The proposed 177 km/h is only marginally faster than than the current 153 km/h speed limit (which was 160 km/h back when we were using tilting trains). And given the meandering alignment of the route via Peterborough, chances are there would be countless curves where trains would have to slow down to below 153 km/h, thereby negating the time savings.
People (and VIA) seem to be downplaying the investment involved with re-activating the route through Peterborough. It's not just a question of laying track, there are numerous areas where track would need to be realigned and/or grade-separated to support any level of decent speed. Once you're building new alignments and grade separations then the cost differential between HSR and conventional rail drops quite a bit.
The question is whether frequency and reliability alone are enough to justify the massive investment required to bring the Havelock sub up to a 177 km/h standard, especially given VIA would need to keep running the existing routing as well in order to serve the intermediate cities.
I also fail to see how building a new line through Peterborough is any more supportive of future upgrading to HSR than the status quo. Either way it's a matter of building a completely new line from scratch. In contrast to the arrow-straight railways in Southwestern Ontario, no part of the Havelock sub has any potential to be upgraded to HSR.
Rather than building 350 km of new conventional track from Toronto to Ottawa via Peterborough, I wonder how the cost would compare if we built 200 km of new high-speed track from Bowmanville to Kingston and double-tracked the existing 160 km/h VIA lines through Smiths Falls and Alexandria. Obviously it would be more expensive, but then at least we'd definitely see substantial time savings.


The reply is to contain the full listing, repeated exactly, with pictures left out.

↓

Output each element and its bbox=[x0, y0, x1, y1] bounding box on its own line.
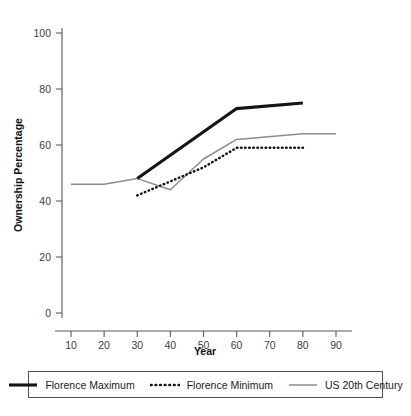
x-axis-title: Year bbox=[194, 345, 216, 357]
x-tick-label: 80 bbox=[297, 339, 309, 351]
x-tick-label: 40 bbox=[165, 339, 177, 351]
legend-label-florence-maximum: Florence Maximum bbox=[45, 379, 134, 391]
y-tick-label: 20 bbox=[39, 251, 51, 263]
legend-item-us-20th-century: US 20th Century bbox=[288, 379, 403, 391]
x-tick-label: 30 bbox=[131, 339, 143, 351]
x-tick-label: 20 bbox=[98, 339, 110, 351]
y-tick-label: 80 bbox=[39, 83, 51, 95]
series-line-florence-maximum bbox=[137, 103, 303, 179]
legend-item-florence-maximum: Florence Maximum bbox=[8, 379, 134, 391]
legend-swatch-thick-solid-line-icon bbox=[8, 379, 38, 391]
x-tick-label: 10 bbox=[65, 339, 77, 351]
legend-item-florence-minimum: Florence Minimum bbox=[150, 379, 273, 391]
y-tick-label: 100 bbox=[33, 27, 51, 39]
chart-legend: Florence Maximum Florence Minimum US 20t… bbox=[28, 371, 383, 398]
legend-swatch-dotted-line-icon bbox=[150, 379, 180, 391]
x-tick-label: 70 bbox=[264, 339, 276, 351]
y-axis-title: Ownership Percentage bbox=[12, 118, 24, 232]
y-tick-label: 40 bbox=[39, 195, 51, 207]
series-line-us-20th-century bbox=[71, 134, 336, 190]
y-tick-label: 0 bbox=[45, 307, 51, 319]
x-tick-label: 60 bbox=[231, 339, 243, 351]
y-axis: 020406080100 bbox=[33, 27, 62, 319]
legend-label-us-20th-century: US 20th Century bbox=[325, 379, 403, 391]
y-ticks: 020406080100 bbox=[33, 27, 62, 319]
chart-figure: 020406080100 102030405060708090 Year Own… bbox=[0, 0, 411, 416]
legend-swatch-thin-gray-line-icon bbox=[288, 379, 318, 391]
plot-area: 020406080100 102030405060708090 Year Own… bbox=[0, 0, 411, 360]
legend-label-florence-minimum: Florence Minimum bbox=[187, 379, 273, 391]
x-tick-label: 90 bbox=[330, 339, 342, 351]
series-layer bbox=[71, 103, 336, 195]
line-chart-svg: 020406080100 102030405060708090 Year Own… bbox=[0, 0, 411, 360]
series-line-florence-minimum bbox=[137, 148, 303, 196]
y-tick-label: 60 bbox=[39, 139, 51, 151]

↑

(Response box)
Output each element and its bbox=[x0, y0, x1, y1] bounding box on its own line.
x-axis-title: Year bbox=[194, 345, 216, 357]
x-tick-label: 80 bbox=[297, 339, 309, 351]
x-tick-label: 40 bbox=[165, 339, 177, 351]
legend-label-florence-maximum: Florence Maximum bbox=[45, 379, 134, 391]
y-tick-label: 20 bbox=[39, 251, 51, 263]
legend-item-us-20th-century: US 20th Century bbox=[288, 379, 403, 391]
x-tick-label: 30 bbox=[131, 339, 143, 351]
x-tick-label: 20 bbox=[98, 339, 110, 351]
y-tick-label: 80 bbox=[39, 83, 51, 95]
series-line-florence-maximum bbox=[137, 103, 303, 179]
legend-item-florence-maximum: Florence Maximum bbox=[8, 379, 134, 391]
legend-swatch-thick-solid-line-icon bbox=[8, 379, 38, 391]
x-tick-label: 10 bbox=[65, 339, 77, 351]
legend-item-florence-minimum: Florence Minimum bbox=[150, 379, 273, 391]
y-tick-label: 100 bbox=[33, 27, 51, 39]
chart-legend: Florence Maximum Florence Minimum US 20t… bbox=[28, 371, 383, 398]
legend-swatch-dotted-line-icon bbox=[150, 379, 180, 391]
x-tick-label: 70 bbox=[264, 339, 276, 351]
y-axis-title: Ownership Percentage bbox=[12, 118, 24, 232]
y-tick-label: 40 bbox=[39, 195, 51, 207]
series-line-us-20th-century bbox=[71, 134, 336, 190]
y-tick-label: 0 bbox=[45, 307, 51, 319]
x-tick-label: 60 bbox=[231, 339, 243, 351]
y-axis: 020406080100 bbox=[33, 27, 62, 319]
legend-label-us-20th-century: US 20th Century bbox=[325, 379, 403, 391]
y-ticks: 020406080100 bbox=[33, 27, 62, 319]
chart-figure: 020406080100 102030405060708090 Year Own… bbox=[0, 0, 411, 416]
legend-swatch-thin-gray-line-icon bbox=[288, 379, 318, 391]
plot-area: 020406080100 102030405060708090 Year Own… bbox=[0, 0, 411, 360]
legend-label-florence-minimum: Florence Minimum bbox=[187, 379, 273, 391]
x-tick-label: 90 bbox=[330, 339, 342, 351]
series-layer bbox=[71, 103, 336, 195]
line-chart-svg: 020406080100 102030405060708090 Year Own… bbox=[0, 0, 411, 360]
series-line-florence-minimum bbox=[137, 148, 303, 196]
y-tick-label: 60 bbox=[39, 139, 51, 151]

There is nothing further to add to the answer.